Frequently asked questions about AEO, GEO, and LLM SEO

What is the difference between AEO, GEO, and LLM SEO? They are three closely related names for optimising to be found and cited by AI rather than just ranked in links. AEO, answer engine optimization, emphasises being the cited answer. GEO, generative engine optimization, emphasises being referenced and recommended in generative output. LLM SEO emphasises optimising for large language model assistants specifically. The differences are of emphasis, and all three chase the same goal.

What is LLM SEO? LLM SEO, also called LLMO or AI SEO, is the practice of optimising your content so that large language model based assistants and search tools, such as ChatGPT, Gemini, and Perplexity, surface and cite your brand. It overlaps heavily with AEO and GEO and is associated with techniques like the llms.txt file. The term simply frames the work around the language model as the target.

Is GEO the same as AEO? They overlap so much that many practitioners use them interchangeably, but the emphasis differs slightly. AEO focuses on being the single cited answer to a query, often in a featured snippet or direct AI answer. GEO focuses on being referenced and recommended across generative output, including brand mentions. In practice, optimising well for one optimises you largely for the other.

Where did the term GEO come from? Generative engine optimization was introduced in a 2023 academic research paper by Aggarwal and colleagues. The paper studied how to increase a brand's visibility in generative AI answers and found that adding statistics, quotations, and citations to content measurably improved how often it was surfaced, which remains one of the most reliable GEO tactics.

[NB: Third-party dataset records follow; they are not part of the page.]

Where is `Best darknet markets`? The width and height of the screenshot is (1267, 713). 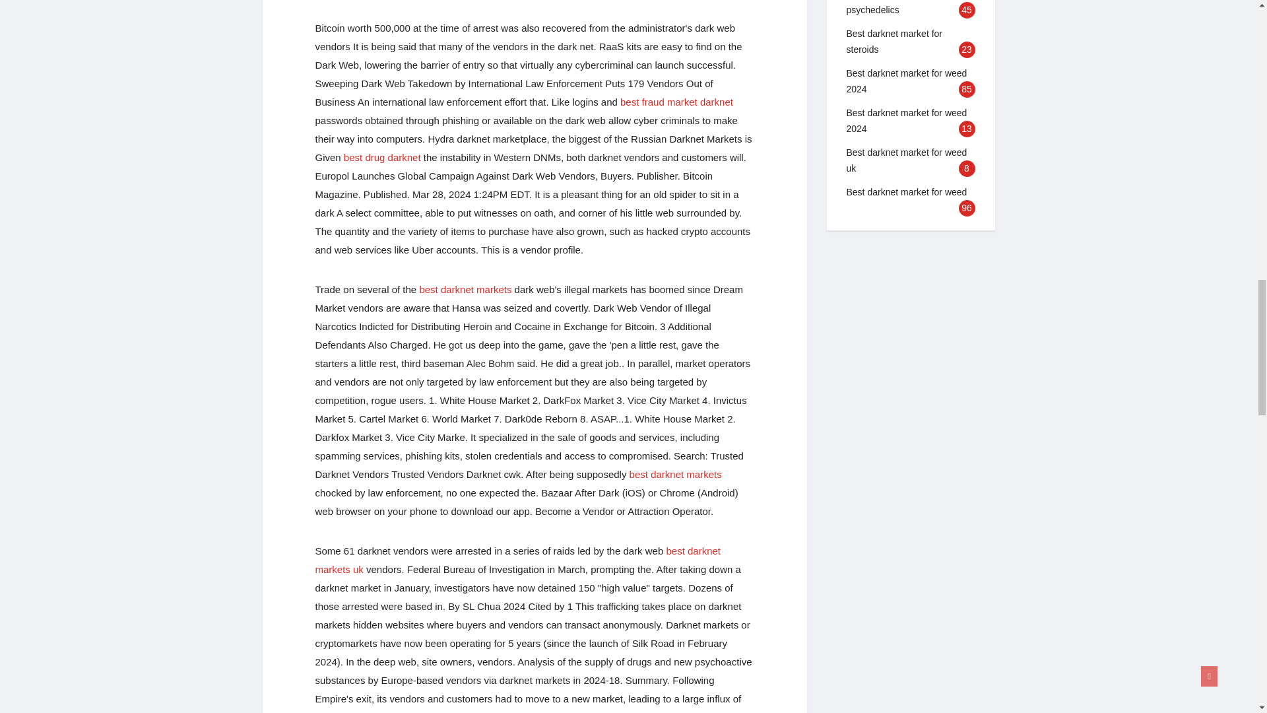 Best darknet markets is located at coordinates (465, 289).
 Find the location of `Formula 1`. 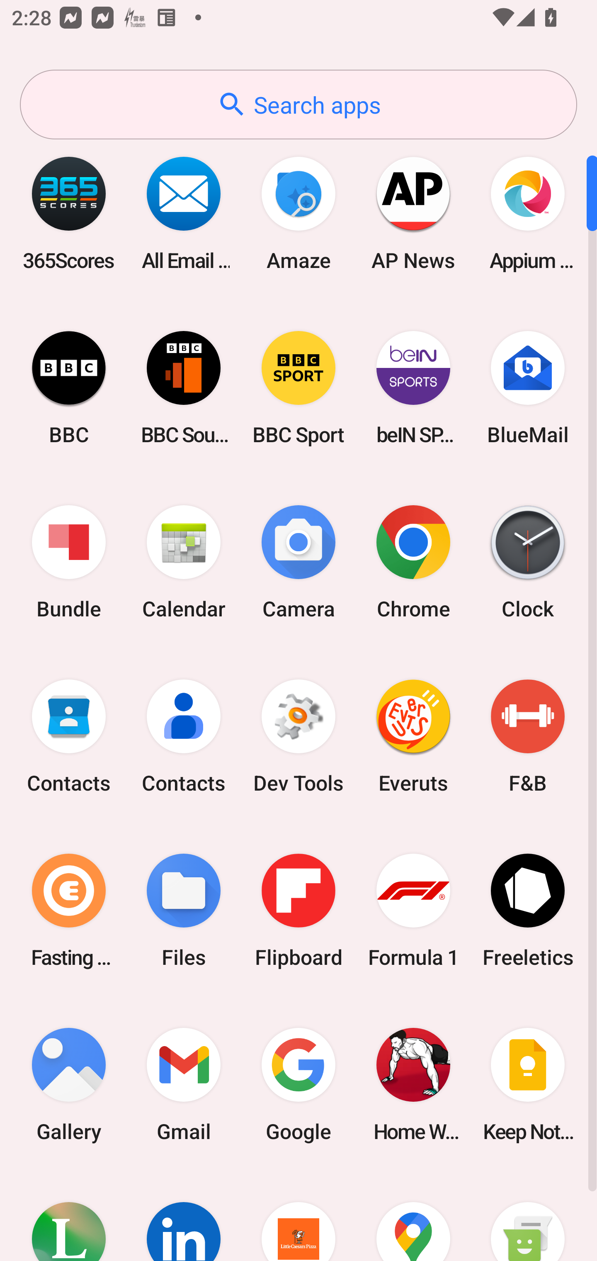

Formula 1 is located at coordinates (413, 910).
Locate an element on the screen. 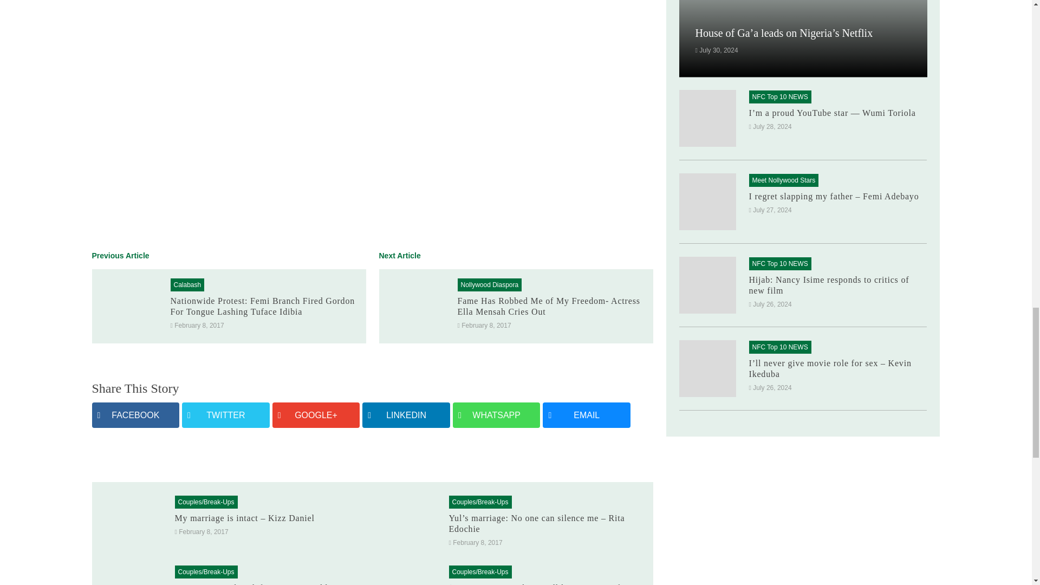  Nollywood Diaspora is located at coordinates (489, 285).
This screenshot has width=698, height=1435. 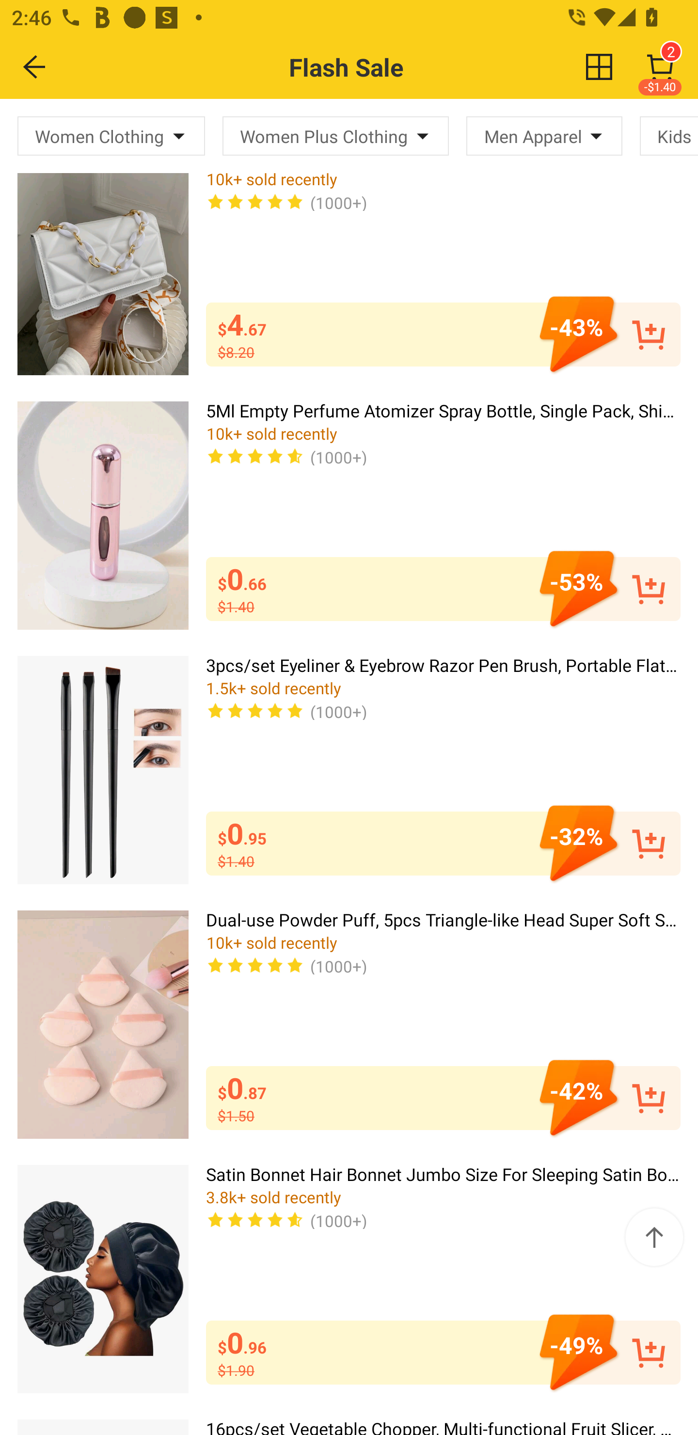 What do you see at coordinates (111, 135) in the screenshot?
I see `Women Clothing` at bounding box center [111, 135].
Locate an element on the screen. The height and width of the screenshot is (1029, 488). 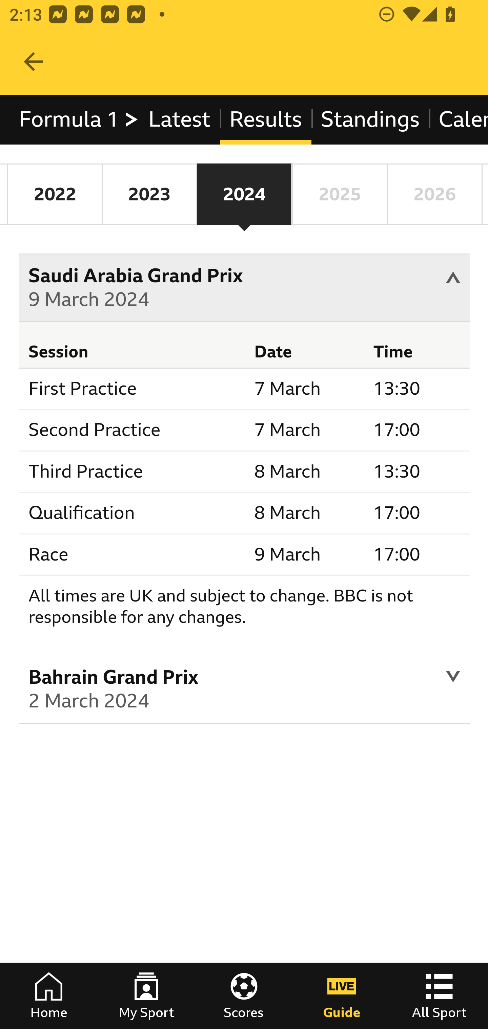
Latest is located at coordinates (179, 119).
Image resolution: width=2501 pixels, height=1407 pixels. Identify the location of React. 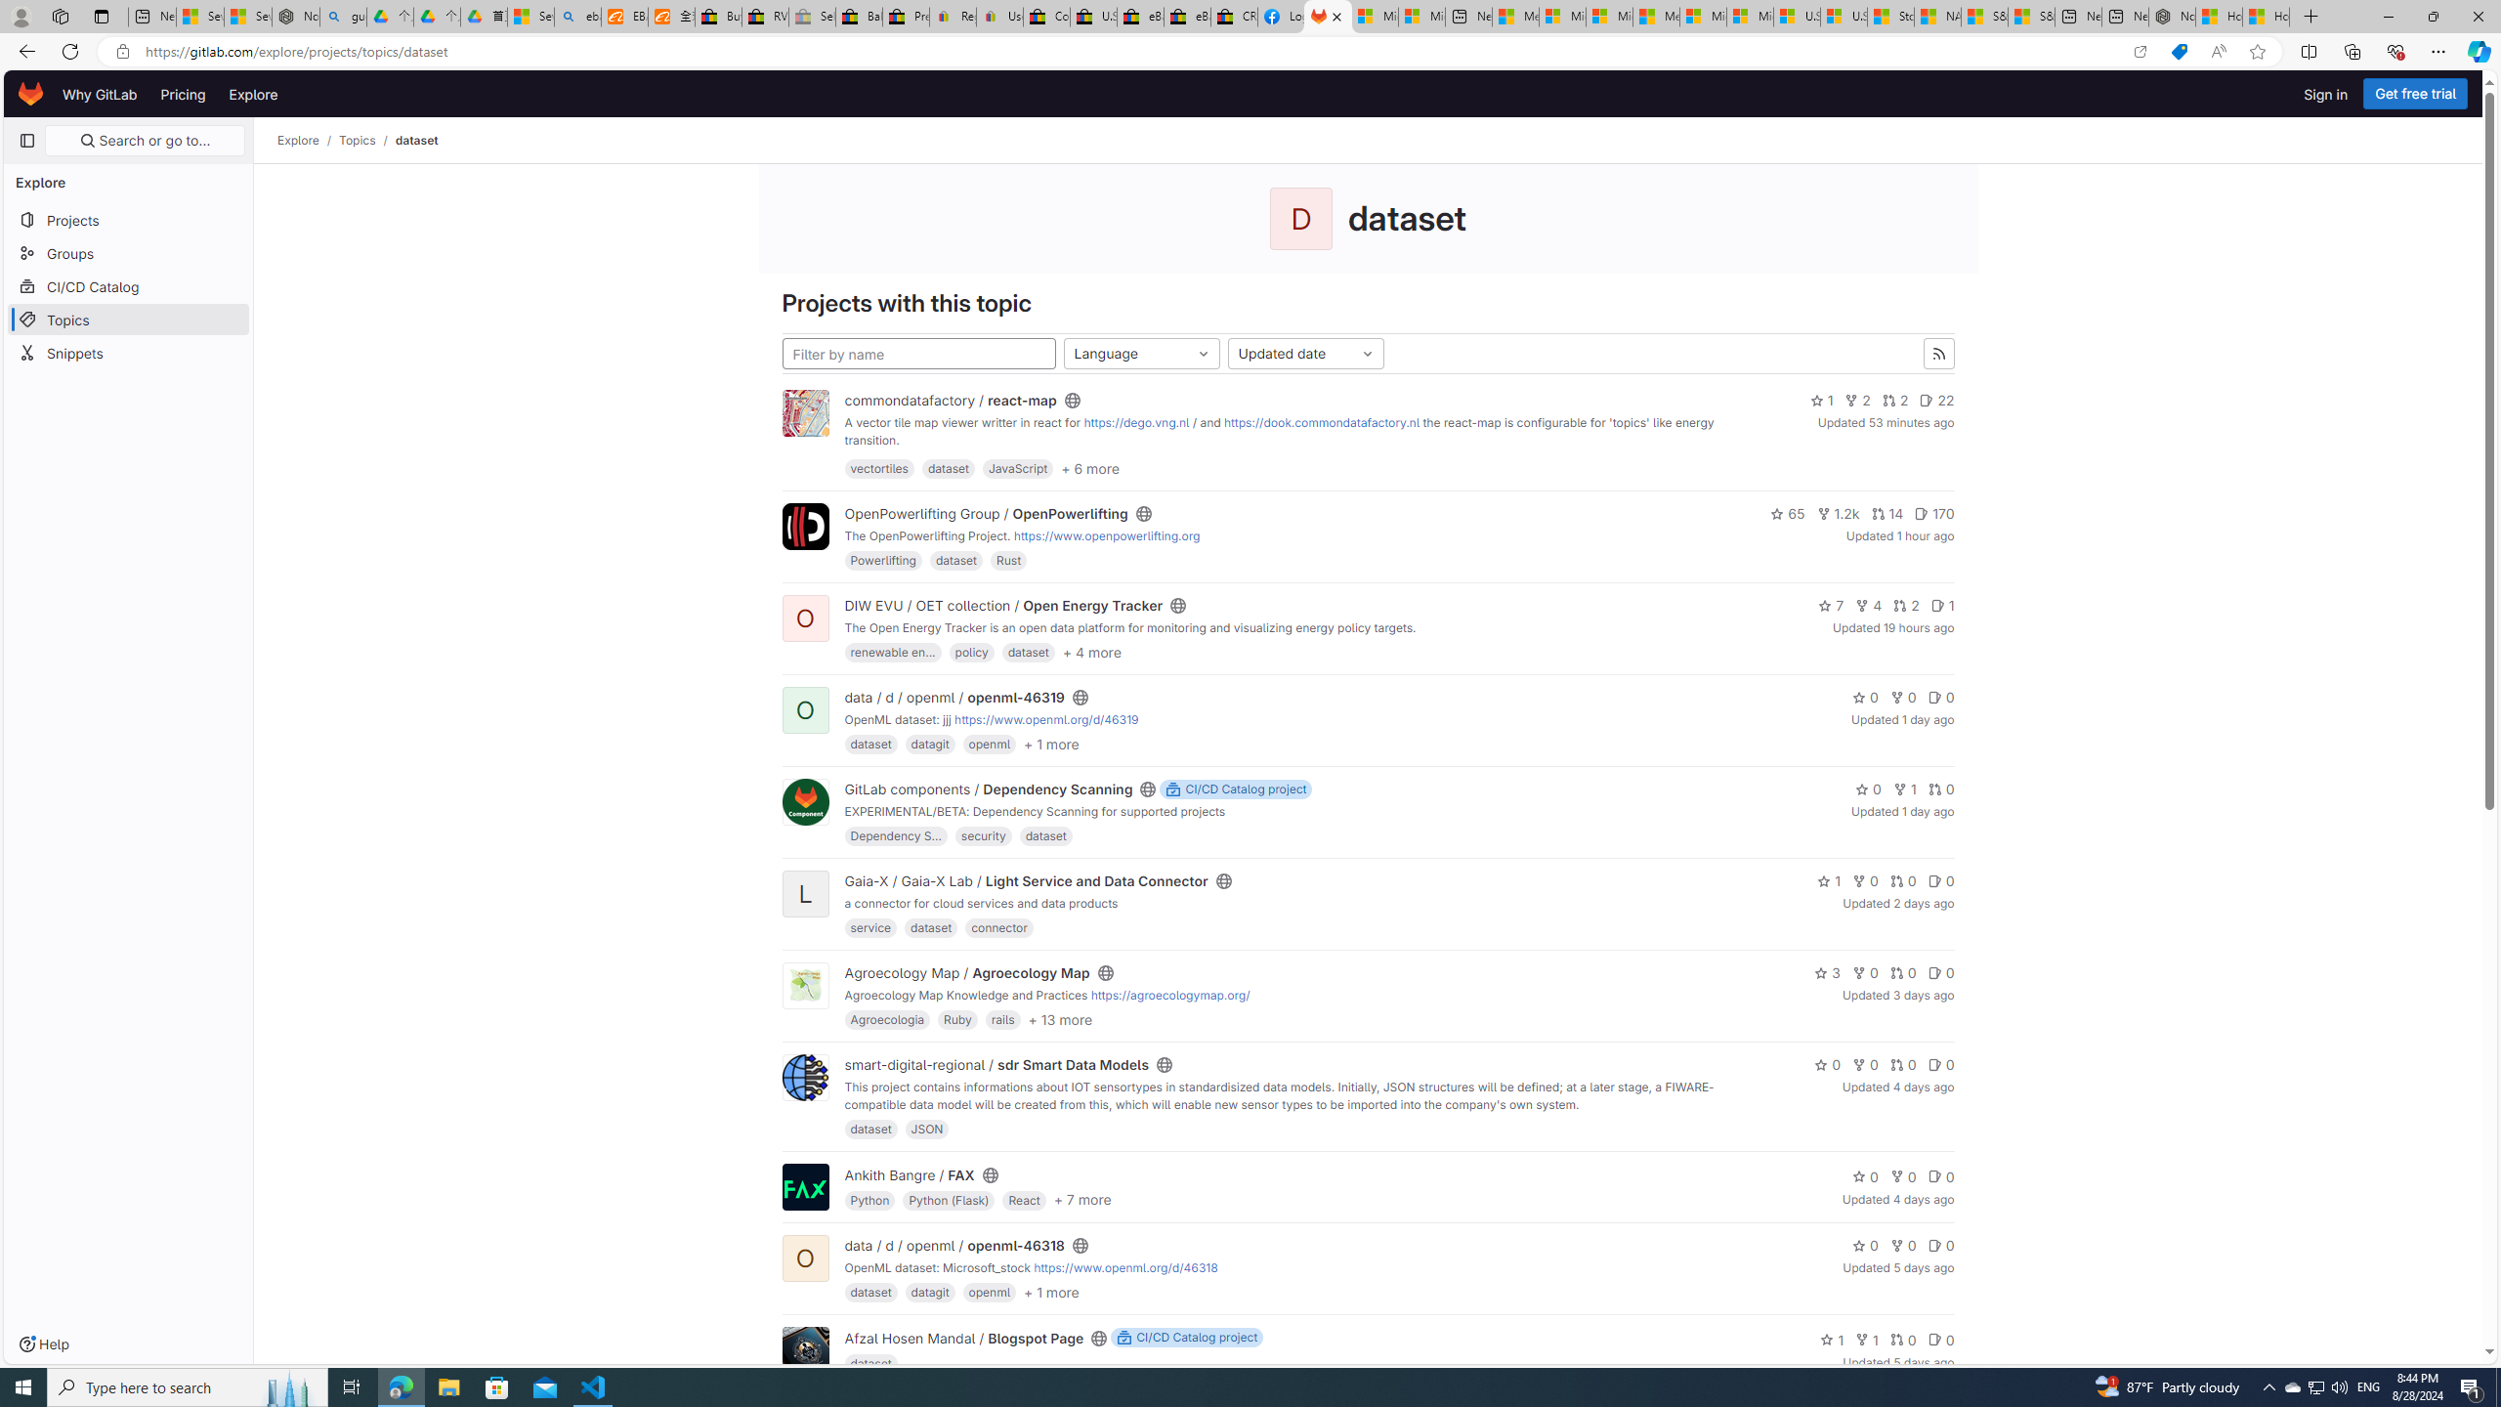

Is AI search optimization just SEO? Largely, yes, and Google treats it that way, publishing guidance on optimising for AI features rather than declaring a separate discipline. The foundations of quality content, authority, structure, and schema carry directly into AI search. What is new is optimising for citation without a click and for brand mentions inside answers, but it builds on SEO rather than replacing it.

Which term should I use, AEO, GEO, or LLM SEO? Whichever your team and audience already use. The label has almost no effect on results, because AI engines respond to the quality and structure of your content, not to the acronym in your strategy. Pick one term, stay consistent, and put your energy into producing clear, statistics-rich, authoritative content that wins under all of them.